Juppiter Tragoedus
Lucian of Samosata
Lucian, Vol. 2. Harmon, A. M., editor. London: William Heinemann, Ltd.; Cambridge, MA: Harvard University Press, 1915.
HERACLES As for me, father, though I am but an alien I.shall not hesitate to say what I think. When they have met and are disputing, if Timocles gets the better of it, let’s allow the discussion about us to proceed ; but if it turns out at all adversely, in that case, if you approve, I myself will at once shake the porch and throw it down on Damis, so that he may not affront us, confound him!
ZEUS In the name of Heracles! that was a loutish, horribly Boeotian thing you said, Heracles, to involve so many honest men in the destruction of a single rascal, and the porch too, with its Marathon and Miltiades and Cynegirus![*](The porch in question was the Painted Porch, with its fresco representing the battle of Marathon.) If they should collapse how could the orators orate any more? They would be robbed of their principal topic for speeches.[*](Compare The Orators’ Coach (Rhet. Praec.), 18.) Moreover, although while you were alive you could no doubt have done something of the sort, since you have become a god you have found out, I suppose, that only the Fates can do such things; and that we have no part in them.
HERACLES So when I killed the lion or the Hydra, the Fates did it through my agency?
ZEUS Why, certainly!
ZEUS No, not by any means.
HERACLES Then hear me frankly, Zeus, for as the comic poet puts it,
If that is the way things stand here with you, I shall say good-bye forever to the honours here and the odour of sacrifice and the blood of victims and go down to Hell, where with my bow uncascd I can at least frighten the ghosts of the animals I have slain.
- I'm but a boor and call a spade a spade.
ZEUS Bravo! testimony from the inside, as the saying goes. Really you would have done us a great service if you had given Damis a hint to say that.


What you should do
Omitting all images, set down every line below exactly as it appears.

Excerpts from an interface dataset
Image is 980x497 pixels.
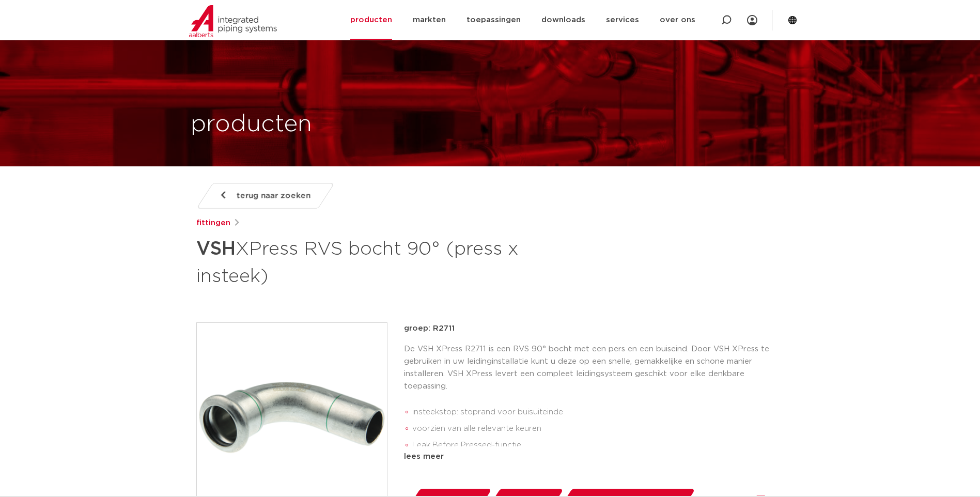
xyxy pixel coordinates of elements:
strong: VSH [196,240,236,258]
li: voorzien van alle relevante keuren [412,421,784,437]
a: terug naar zoeken [196,183,334,209]
p: De VSH XPress R2711 is een RVS 90° bocht met een pers en een buiseind. Door VSH XPress te gebruik... [404,344,784,392]
h1: producten [191,108,312,141]
span: terug naar zoeken [237,188,310,204]
h1: XPress RVS bocht 90° (press x insteek) [196,234,585,289]
p: groep: R2711 [404,323,784,335]
a: fittingen [196,217,231,229]
div: lees meer [404,450,784,463]
li: Leak Before Pressed-functie [412,437,784,453]
li: insteekstop: stoprand voor buisuiteinde [412,404,784,421]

Output for this task
Image is 980x497 pixels.
xyxy pixel coordinates of elements:
strong: VSH [196,240,236,258]
li: voorzien van alle relevante keuren [412,421,784,437]
a: terug naar zoeken [196,183,334,209]
p: De VSH XPress R2711 is een RVS 90° bocht met een pers en een buiseind. Door VSH XPress te gebruik... [404,344,784,392]
h1: producten [191,108,312,141]
span: terug naar zoeken [237,188,310,204]
h1: XPress RVS bocht 90° (press x insteek) [196,234,585,289]
p: groep: R2711 [404,323,784,335]
a: fittingen [196,217,231,229]
div: lees meer [404,450,784,463]
li: Leak Before Pressed-functie [412,437,784,453]
li: insteekstop: stoprand voor buisuiteinde [412,404,784,421]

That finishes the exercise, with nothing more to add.